Carrer Tracks: Today's Teller Embodies Banking's Evolution

In the world of banking, the teller has always occupied a clear and narrowly defined place. Traditionally, a good one handled customer transactions at the window quickly and accurately. The word "teller," after all, comes from the Dutch verb, "tellen," to count.

But the teller position is undergoing a transformation. As banks embark on a crusade to turn branch employees into more effective sales people, some have discovered the value of enlisting tellers, who are often the only bank employees with whom customers have contact on a regular basis.

Banks of all sizes from Citibank to cutting-edge community banks such as Oregon-based South Umpqua Bank are training tellers to glean customer needs and then to make the appropriate referral to a branch representative who can close the sale. To obtain teller "buy-in" to this new way of doing things, many banks are tying more and more teller bonuses to referrals that lead to sales.

"Tellers must still be friendly, efficient, and error-free,'' says John R. Cochran, chairman of FirstMerit Corp., a $9 billion-asset banking company in Akron, Ohio. "But they must also identify sales opportunities.''

It remains to be seen whether this expanded job definition has made the task of hiring tellers any easier or harder on human resources executives. In the current tight labor market, banks are still struggling to find enough tellers to fill positions notorious for high turnover and relatively low job satisfaction. Recently, for example, First Union Corp. announced a beefed-up effort to recruit 2,000 tellers that involves paying larger bonuses to employees for candidate referrals and increased advertising. The bank talks of teller turnover approaching 40% annually.

Still, some executives say the trend toward more sales-conscious tellers can only bode well because of increased job satisfaction for those filling the jobs and increased sales for the banks that hire them.

"Because the classic teller responsibilities can be somewhat repetitive, many tellers see the additional sales responsibilities as challenging,'' said Ellen Holliday, head of employee development at First Union.

Clearly, the new job responsibilities have implications for hiring.

"Now we're looking for more retail-oriented people,'' said Ray Davis, chief executive officer of Umpqua Holdings Corp., Roseburg, Ore., the $340 million-asset parent of South Umpqua Bank. "If we have a job opening and we had a candidate who worked as a traditional teller at the bank across the street, and we had a another candidate who worked behind the counter at J.C. Penney, I'd probably go with the candidate from Penney's.''

The movement toward requiring tellers to think more about sales and services goes back at least three or four years, but it appears to be picking up steam.

Citibank, for example, started a regimen of increased training and bonuses for tellers in the spring, a bank spokesman said.
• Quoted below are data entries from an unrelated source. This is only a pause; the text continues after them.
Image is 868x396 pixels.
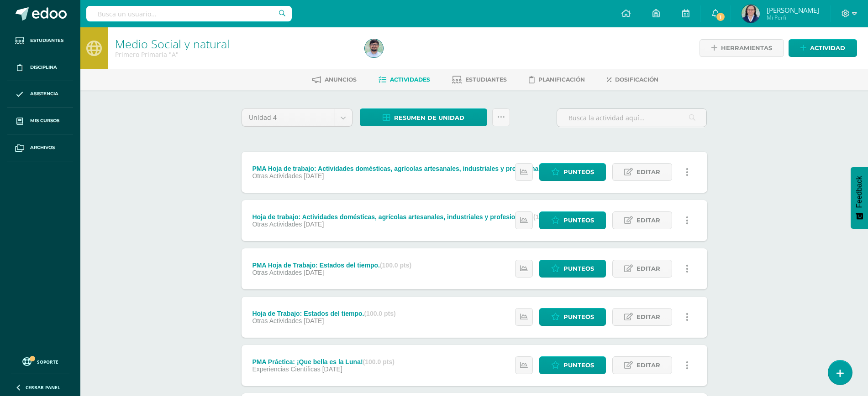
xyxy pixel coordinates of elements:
span: 1 [716,12,726,22]
span: Editar [636,212,660,229]
span: [DATE] [303,173,324,180]
span: Actividades [390,76,430,83]
a: Mis cursos [7,107,73,134]
span: Unidad 4 [249,109,328,127]
span: Mis cursos [30,117,59,125]
a: Actividades [379,72,430,87]
a: Dosificación [607,72,658,87]
strong: (100.0 pts) [380,262,412,269]
div: Hoja de trabajo: Actividades domésticas, agrícolas artesanales, industriales y profesionales. [252,213,565,221]
span: Actividad [810,40,845,57]
a: Soporte [11,355,69,368]
a: Actividad [788,40,857,57]
a: Punteos [539,356,605,374]
span: Otras Actividades [252,221,302,228]
span: Asistencia [30,90,59,98]
span: Punteos [563,309,594,325]
input: Busca un usuario... [86,6,292,22]
span: Editar [636,260,660,277]
span: Estudiantes [30,37,63,44]
a: Resumen de unidad [359,109,487,127]
span: Punteos [563,163,594,181]
a: Archivos [7,134,73,161]
a: Planificación [529,72,585,87]
a: Unidad 4 [242,109,352,127]
a: Estudiantes [7,28,73,54]
span: Punteos [563,212,594,229]
div: Hoja de Trabajo: Estados del tiempo. [252,310,395,318]
a: Herramientas [699,40,784,57]
strong: (100.0 pts) [363,358,394,366]
span: Punteos [563,357,594,374]
span: Otras Actividades [252,173,302,180]
span: Otras Actividades [252,318,302,325]
span: [DATE] [323,366,342,373]
span: [PERSON_NAME] [766,5,819,14]
span: Planificación [538,76,585,83]
a: Punteos [539,308,605,326]
a: Disciplina [7,54,73,81]
a: Punteos [539,260,605,278]
div: PMA Hoja de Trabajo: Estados del tiempo. [252,262,412,269]
a: Asistencia [7,81,73,108]
img: b70cd412f2b01b862447bda25ceab0f5.png [741,5,760,23]
a: Estudiantes [452,72,507,87]
span: Editar [636,163,660,181]
span: Estudiantes [465,76,507,83]
img: 67a93918e578d5e684582485421d34e0.png [365,40,383,57]
span: Anuncios [325,76,357,83]
span: Punteos [563,260,594,277]
a: Punteos [539,163,605,181]
a: Anuncios [312,72,357,87]
span: Dosificación [615,76,658,83]
span: Editar [636,309,660,325]
input: Busca la actividad aquí... [557,109,706,127]
span: Feedback [855,176,863,208]
h1: Medio Social y natural [115,38,354,50]
span: Soporte [37,359,59,365]
div: Primero Primaria 'A' [115,50,354,59]
button: Feedback - Mostrar encuesta [850,167,868,229]
span: [DATE] [303,318,324,325]
span: Otras Actividades [252,269,302,276]
span: Herramientas [721,40,772,57]
span: [DATE] [303,269,324,276]
span: Disciplina [30,64,57,71]
a: Medio Social y natural [115,36,230,51]
span: Resumen de unidad [394,109,464,127]
a: Punteos [539,212,605,229]
span: Editar [636,357,660,374]
div: PMA Práctica: ¡Que bella es la Luna! [252,358,394,366]
span: Cerrar panel [26,384,60,391]
div: PMA Hoja de trabajo: Actividades domésticas, agrícolas artesanales, industriales y profesionales. [252,165,580,173]
strong: (100.0 pts) [364,310,395,318]
span: Mi Perfil [766,14,819,22]
span: [DATE] [303,221,324,228]
span: Archivos [30,144,55,152]
span: Experiencias Científicas [252,366,320,373]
Tellers, now called "financial consultants,'' are eligible for bonuses tied to sales referrals, the quality of service they provide, and the overall way they relate to others in the bank branch, the spokesperson said.

At First Union, tellers have received bonuses for referrals for several years, but the amounts have increased in the past year, Ms. Holliday said. Good tellers are making up to $85 a month in referral bonuses, she said.

At FirstMerit, which prides itself on its "sales culture,'' tellers can generate annual bonuses of 10% of their salaries for generating referrals that lead to sales, said Mr. Cochran. For a teller receiving a starting salary of $20,000, that translates to $2,000.

Bankers say these new sales-oriented tellers bring another advantage to the bank a pool of bankers more capable of moving into high-level sales positions.

"There is more mobility in this position now than ever before," he said.